Licensing Loyalty: Printers, Patrons, and the State in Early Modern France

Front Cover
Penn State Press, 2011 - Language Arts & Disciplines - 302 pages

In Licensing Loyalty, historian Jane McLeod explores the evolution of the idea that the royal government of eighteenth-century France had much to fear from the rise of print culture. She argues that early modern French printers helped foster this view as they struggled to negotiate a place in the expanding bureaucratic apparatus of the French state. Printers in the provinces and in Paris relentlessly lobbied the government, hoping to convince authorities that printing done by their commercial rivals posed a serious threat to both monarchy and morality. By examining the French state&’s policy of licensing printers and the mutually influential relationships between officials and printers, McLeod sheds light on our understanding of the limits of French absolutism and the uses of print culture in the political life of provincial France.

 

Contents

Introduction
1
The Early History of Printers in Provincial France 14701660
10
The Vicissitudes of a Royal Decree
37
The Royal Council Takes Control
68
The Purges
97
Arguments Offered by Printers in Petitions for Licenses 16671789
125
Patronage and Bureaucracy Intersect
147
Behind the Rhetoric
179
Conclusion
211
Appendix A
217
Appendix B
227
Notes
233
Bibliography
275
Index
293
Back Cover
303
Copyright

Other editions - View all

Common terms and phrases

About the author (2011)

Jane McLeod is Associate Professor of History at Brock University in Ontario, Canada.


◆ Task goal
Throughout the records below, find each line holding "title" and copy it.

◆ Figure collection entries

______________________________

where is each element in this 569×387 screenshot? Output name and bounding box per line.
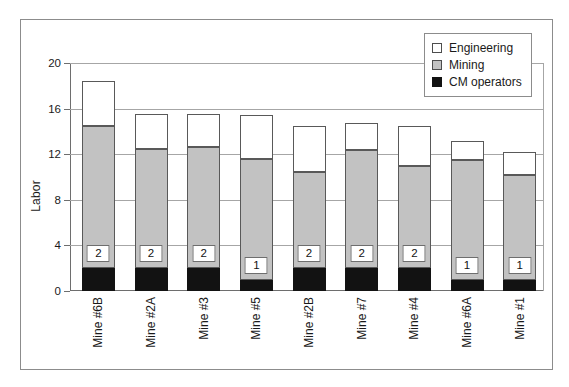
y-axis-line — [70, 63, 71, 291]
gray-square-icon — [432, 60, 442, 70]
bar-segment-engineering[interactable] — [187, 114, 220, 147]
x-axis-category-label: Mine #6B — [91, 297, 105, 381]
x-axis-category-label: Mine #7 — [355, 297, 369, 381]
bar-stack: 1 — [503, 152, 536, 291]
x-axis-category-label: Mine #4 — [407, 297, 421, 381]
x-axis-category-label: Mine #3 — [197, 297, 211, 381]
bar-data-label: 1 — [508, 257, 531, 274]
bar-data-label: 2 — [298, 245, 321, 262]
bar-segment-engineering[interactable] — [398, 126, 431, 166]
y-axis-title: Labor — [29, 82, 45, 310]
plot-area: 048121620 2Mine #6B2Mine #2A2Mine #31Min… — [70, 63, 544, 291]
bar-segment-cm-operators[interactable] — [293, 268, 326, 291]
y-tick-label: 8 — [55, 194, 61, 206]
bar-stack: 2 — [82, 81, 115, 291]
bar-group[interactable]: 2Mine #2A — [135, 63, 168, 291]
legend-item[interactable]: CM operators — [432, 73, 522, 90]
chart-legend: EngineeringMiningCM operators — [424, 33, 532, 97]
bar-segment-cm-operators[interactable] — [451, 280, 484, 291]
x-axis-category-label: Mine #2A — [144, 297, 158, 381]
bar-group[interactable]: 2Mine #2B — [293, 63, 326, 291]
bar-segment-cm-operators[interactable] — [503, 280, 536, 291]
bar-data-label: 2 — [87, 245, 110, 262]
legend-item-label: Engineering — [449, 41, 513, 55]
bar-group[interactable]: 1Mine #1 — [503, 63, 536, 291]
bar-segment-engineering[interactable] — [345, 123, 378, 149]
bar-stack: 2 — [135, 114, 168, 291]
y-tick-mark — [64, 200, 70, 201]
black-square-icon — [432, 77, 442, 87]
y-tick-mark — [64, 154, 70, 155]
bar-segment-engineering[interactable] — [240, 115, 273, 158]
bar-stack: 2 — [293, 126, 326, 291]
y-tick-label: 4 — [55, 239, 61, 251]
bar-data-label: 2 — [350, 245, 373, 262]
bar-stack: 2 — [187, 114, 220, 291]
y-tick-label: 0 — [55, 285, 61, 297]
bar-segment-engineering[interactable] — [82, 81, 115, 125]
x-axis-category-label: Mine #1 — [513, 297, 527, 381]
y-tick-label: 12 — [48, 148, 61, 160]
bar-segment-cm-operators[interactable] — [82, 268, 115, 291]
bar-segment-engineering[interactable] — [503, 152, 536, 175]
x-axis-category-label: Mine #2B — [302, 297, 316, 381]
bar-stack: 2 — [398, 126, 431, 291]
bar-group[interactable]: 2Mine #6B — [82, 63, 115, 291]
bar-data-label: 1 — [456, 257, 479, 274]
bar-data-label: 2 — [192, 245, 215, 262]
bar-data-label: 1 — [245, 257, 268, 274]
bar-segment-cm-operators[interactable] — [135, 268, 168, 291]
y-tick-mark — [64, 291, 70, 292]
bar-segment-cm-operators[interactable] — [240, 280, 273, 291]
y-tick-label: 16 — [48, 103, 61, 115]
legend-item[interactable]: Mining — [432, 56, 522, 73]
chart-figure: Labor 048121620 2Mine #6B2Mine #2A2Mine … — [20, 19, 553, 370]
bar-group[interactable]: 2Mine #3 — [187, 63, 220, 291]
bar-segment-engineering[interactable] — [293, 126, 326, 173]
white-square-icon — [432, 43, 442, 53]
legend-item-label: CM operators — [449, 75, 522, 89]
y-tick-label: 20 — [48, 57, 61, 69]
legend-item-label: Mining — [449, 58, 484, 72]
bar-group[interactable]: 2Mine #7 — [345, 63, 378, 291]
bar-stack: 2 — [345, 123, 378, 291]
y-tick-mark — [64, 63, 70, 64]
bar-group[interactable]: 2Mine #4 — [398, 63, 431, 291]
bar-data-label: 2 — [403, 245, 426, 262]
bar-stack: 1 — [451, 141, 484, 291]
bar-segment-engineering[interactable] — [135, 114, 168, 148]
bar-data-label: 2 — [140, 245, 163, 262]
bar-segment-engineering[interactable] — [451, 141, 484, 160]
bar-segment-cm-operators[interactable] — [187, 268, 220, 291]
legend-item[interactable]: Engineering — [432, 39, 522, 56]
bar-stack: 1 — [240, 115, 273, 291]
bar-segment-cm-operators[interactable] — [398, 268, 431, 291]
y-tick-mark — [64, 109, 70, 110]
plot-right-border — [543, 63, 544, 291]
x-axis-category-label: Mine #6A — [460, 297, 474, 381]
y-tick-mark — [64, 245, 70, 246]
bar-segment-cm-operators[interactable] — [345, 268, 378, 291]
bar-group[interactable]: 1Mine #5 — [240, 63, 273, 291]
x-axis-category-label: Mine #5 — [249, 297, 263, 381]
bar-group[interactable]: 1Mine #6A — [451, 63, 484, 291]
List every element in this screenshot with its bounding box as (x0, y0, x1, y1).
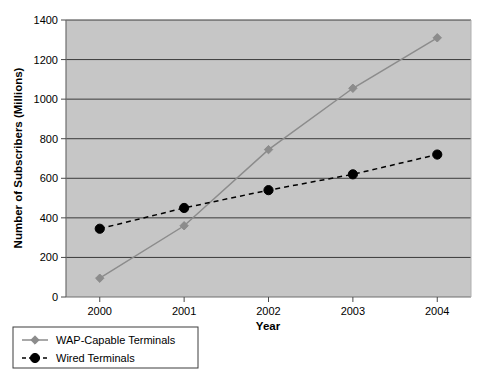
data-point-marker (348, 170, 357, 179)
y-tick-label: 1000 (34, 93, 58, 105)
chart-container: 0200400600800100012001400 20002001200220… (0, 0, 489, 372)
y-tick-label: 400 (40, 212, 58, 224)
y-axis-title: Number of Subscribers (Millions) (12, 67, 24, 248)
x-tick-label: 2000 (88, 305, 112, 317)
x-tick-label: 2004 (425, 305, 449, 317)
line-chart: 0200400600800100012001400 20002001200220… (0, 0, 489, 372)
plot-area-background (66, 20, 471, 297)
y-tick-label: 200 (40, 251, 58, 263)
data-point-marker (95, 224, 104, 233)
chart-legend: WAP-Capable TerminalsWired Terminals (13, 327, 198, 368)
x-axis-title: Year (256, 320, 281, 332)
data-point-marker (264, 186, 273, 195)
x-tick-label: 2002 (256, 305, 280, 317)
data-point-marker (433, 150, 442, 159)
legend-marker (30, 353, 39, 362)
x-tick-label: 2003 (341, 305, 365, 317)
y-tick-label: 0 (52, 291, 58, 303)
y-tick-label: 800 (40, 133, 58, 145)
y-tick-label: 1400 (34, 14, 58, 26)
data-point-marker (180, 203, 189, 212)
y-tick-label: 1200 (34, 54, 58, 66)
y-tick-label: 600 (40, 172, 58, 184)
legend-label: WAP-Capable Terminals (56, 334, 176, 346)
legend-label: Wired Terminals (56, 352, 135, 364)
x-tick-label: 2001 (172, 305, 196, 317)
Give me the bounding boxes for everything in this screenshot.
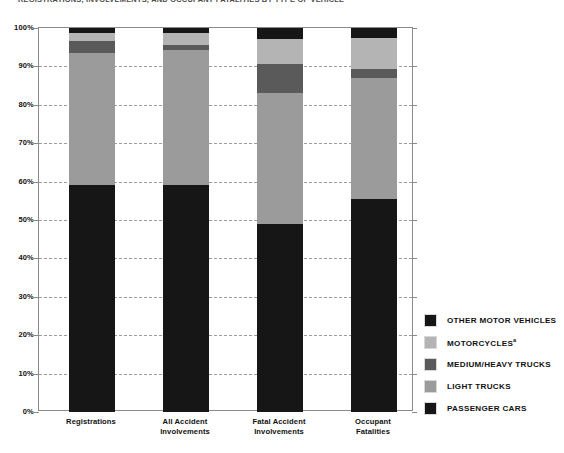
axis-tick: [34, 412, 39, 413]
y-axis-tick-label: 30%: [2, 291, 34, 300]
legend-item[interactable]: MOTORCYCLESa: [424, 331, 562, 353]
axis-tick: [412, 143, 417, 144]
bar-segment: [69, 33, 115, 41]
axis-tick: [412, 258, 417, 259]
axis-tick: [412, 374, 417, 375]
x-axis-tick-label: Registrations: [41, 417, 141, 427]
axis-tick: [412, 412, 417, 413]
axis-tick: [412, 335, 417, 336]
axis-tick: [412, 105, 417, 106]
axis-tick: [34, 297, 39, 298]
legend-label: MOTORCYCLESa: [447, 337, 517, 348]
legend-item[interactable]: MEDIUM/HEAVY TRUCKS: [424, 353, 562, 375]
bar-segment: [351, 199, 397, 412]
bar-segment: [163, 33, 209, 46]
bar-stack: [163, 28, 209, 412]
axis-tick: [34, 335, 39, 336]
bar-segment: [163, 50, 209, 184]
bar-segment: [351, 28, 397, 38]
bar-segment: [257, 64, 303, 93]
bar-segment: [257, 28, 303, 39]
y-axis-tick-label: 90%: [2, 61, 34, 70]
bar-segment: [257, 224, 303, 412]
bar-stack: [351, 28, 397, 412]
legend-swatch: [424, 336, 437, 349]
axis-tick: [412, 66, 417, 67]
y-axis-tick-label: 40%: [2, 253, 34, 262]
y-axis-tick-label: 20%: [2, 330, 34, 339]
bar-stack: [69, 28, 115, 412]
legend-swatch: [424, 314, 437, 327]
y-axis-tick-label: 10%: [2, 368, 34, 377]
legend-swatch: [424, 358, 437, 371]
axis-tick: [412, 182, 417, 183]
axis-tick: [34, 220, 39, 221]
axis-tick: [34, 143, 39, 144]
y-axis-tick-label: 60%: [2, 176, 34, 185]
legend-swatch: [424, 402, 437, 415]
y-axis-tick-label: 70%: [2, 138, 34, 147]
legend-item[interactable]: OTHER MOTOR VEHICLES: [424, 309, 562, 331]
bar-segment: [69, 41, 115, 53]
bar-segment: [351, 38, 397, 70]
bar-segment: [351, 69, 397, 77]
bar-segment: [69, 53, 115, 185]
x-axis-tick-label: OccupantFatalities: [323, 417, 423, 437]
y-axis-tick-label: 100%: [2, 23, 34, 32]
legend-label: OTHER MOTOR VEHICLES: [447, 316, 556, 325]
legend-item[interactable]: LIGHT TRUCKS: [424, 375, 562, 397]
bar-segment: [351, 78, 397, 199]
chart-legend: OTHER MOTOR VEHICLESMOTORCYCLESaMEDIUM/H…: [424, 309, 562, 419]
bar-stack: [257, 28, 303, 412]
chart-title: REGISTRATIONS, INVOLVEMENTS, AND OCCUPAN…: [18, 0, 344, 4]
x-axis-tick-label: Fatal AccidentInvolvements: [229, 417, 329, 437]
bar-segment: [257, 39, 303, 64]
axis-tick: [34, 28, 39, 29]
chart-title-clip: REGISTRATIONS, INVOLVEMENTS, AND OCCUPAN…: [0, 0, 564, 6]
axis-tick: [34, 374, 39, 375]
axis-tick: [412, 297, 417, 298]
bar-segment: [163, 185, 209, 412]
y-axis-tick-label: 0%: [2, 407, 34, 416]
legend-swatch: [424, 380, 437, 393]
x-axis-tick-label: All AccidentInvolvements: [135, 417, 235, 437]
legend-label: MEDIUM/HEAVY TRUCKS: [447, 360, 551, 369]
legend-label: PASSENGER CARS: [447, 404, 527, 413]
chart-figure: REGISTRATIONS, INVOLVEMENTS, AND OCCUPAN…: [0, 0, 564, 453]
axis-tick: [34, 105, 39, 106]
bar-segment: [69, 185, 115, 412]
bar-segment: [257, 93, 303, 224]
axis-tick: [34, 258, 39, 259]
plot-area: [38, 27, 413, 411]
y-axis-tick-label: 80%: [2, 99, 34, 108]
axis-tick: [34, 182, 39, 183]
legend-item[interactable]: PASSENGER CARS: [424, 397, 562, 419]
legend-label: LIGHT TRUCKS: [447, 382, 511, 391]
axis-tick: [412, 220, 417, 221]
axis-tick: [412, 28, 417, 29]
axis-tick: [34, 66, 39, 67]
y-axis-tick-label: 50%: [2, 215, 34, 224]
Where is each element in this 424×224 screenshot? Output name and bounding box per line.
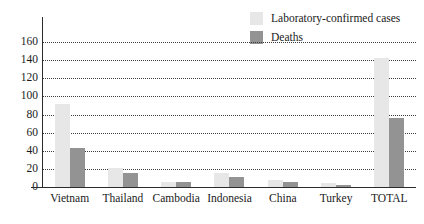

______________________________

◆ Exercise output
y-axis-title: Labor — [29, 82, 45, 310]
y-axis-title: Number of Subscribers (Millions) (12, 67, 24, 248)
x-axis-title: Year (256, 320, 281, 332)
chart-title: REGISTRATIONS, INVOLVEMENTS, AND OCCUPAN…: [18, 0, 344, 4]
chart-title-clip: REGISTRATIONS, INVOLVEMENTS, AND OCCUPAN…: [0, 0, 564, 6]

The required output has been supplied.